Our Man in Japan -- Mana in Japan DeanRaker - Columns - Comments - 09/09/04
Earlier Atelier games used anime and manga conventions just to develop character. Their characters often lacked that feeling that the developer created them by thinking up a bunch of personality traits, inserting them into an illustration, and randomly deciding how they'd be related to the game by rolling dice on a plot board. They well and truly seemed to live in the decidedly Nordic/Germanic worlds the game was set in (another thing the series seems to have lost in Eternal Mana's less specifically realized fantasy world).
The real travesty is that it's part of this long-running series of Gust's headliners. It's either a spin-off or a trend of the series future. Gust was probably trying to court a megahit in sales rather than the traditional Atelier games mere "hit" status. In my mind, their experiment failed.
The Atelier games, to put it simply, rock. It started way back on the PSX and Saturn with Atelier Marie. Critics noticed not only that Gust chose female characters as the protagonists, but that their premise was original for an RPG: you simply run an alchemy shop. You don't have to defeat the foozle or go on a quest or anything like that (though you can eventually help the people who ARE doing these things, if you so choose). But it's more complex than you might think to run a shop. You have take orders, hire bodyguards to go out to find ingredients, and you ultimately have some sort of goal. All of this is quite involved, along with a system of reliability, trust, and reputation. Then there's finding a way to "pay the bills", so to speak, making the game quite addictive.
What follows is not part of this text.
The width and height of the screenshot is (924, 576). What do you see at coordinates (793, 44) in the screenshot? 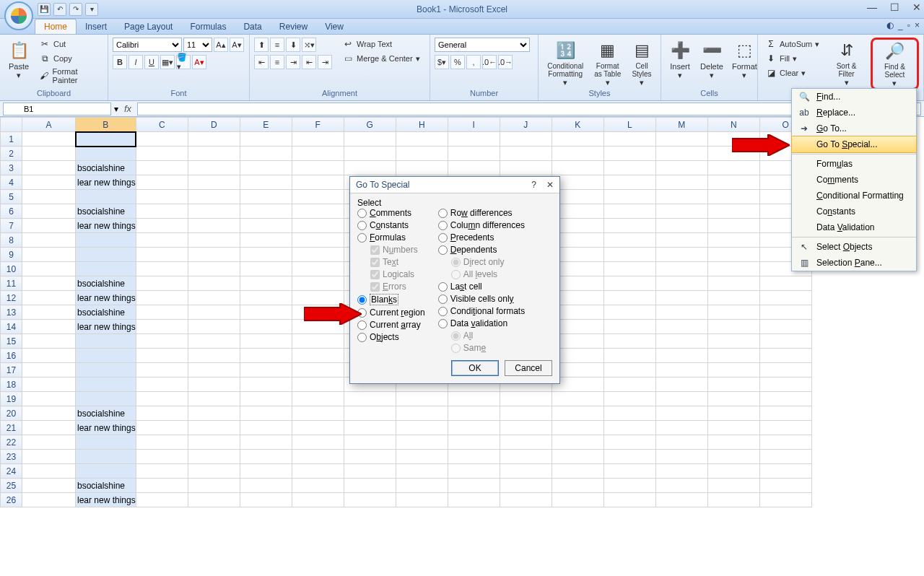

As the series has progressed, its sophistication did as well. By the fifth game, you had to take into account things like not being too violent during a battle in an ancient ruin, or else you might cause it to collapse and you could no longer collect ingredients there. Gust added Zelda-like puzzle solving tools to deepen the process of collecting more rare ingredients. Eventually, if your fame and reputation increased enough, you could start affecting trade with other towns, or you could affect the development of your town so it grew differently. (For instance, you could influence the town to emphasize an agricultural direction or weapons and armor for wandering heroes.) Depending on which bodyguards you hired and how much you got to know them, the content of the game would change, as would local news and events you followed as the years went by. Several wildly different endings would result from separate goals. And after the games ended, they didn't really end: a huge amount of after-completion content made for a nice, long denouement when you finished the climax of your main goal.
The graphics were warm, the dialogue was always fully voice-acted, there was a calendar with events and seasons with different kinds of weather, and the game would end after a set amount of time. Eternal Mana, on the other hand, is your average defeat-the-ancient-evil, battle-heavy RPG. Although the combat system is more fleshed out than the earlier games, it isn't integrated as well. A bit sad when Mana focuses on it and the previous Atelier games made battle one small part of a complex role-playing whole. The earlier games are, in fact, a great deal more vast than what Eternal Mana achieves.
I'm not trying to discourage you from buying Eternal Mana. I can certainly imagine some will enjoy it more than I did. I'm just one person, and the reaction to Eternal Mana was mixed. And I suppose it raises the odds that one of the better Atelier games, like Atelier Viorate or Atelier Judie, will get translated. For some reason, I don't think Nippon Ichi or Gust has confidence that a girl-as-main-character shop RPG will be embraced. But I think it was a breath of fresh air and exactly the type of thing overseas RPG fans would like to see. Either way, you should know that Nippon Ichi's translation of Eternal Mana is unlikely to please the same people who look for depth and innovation in their RPGs.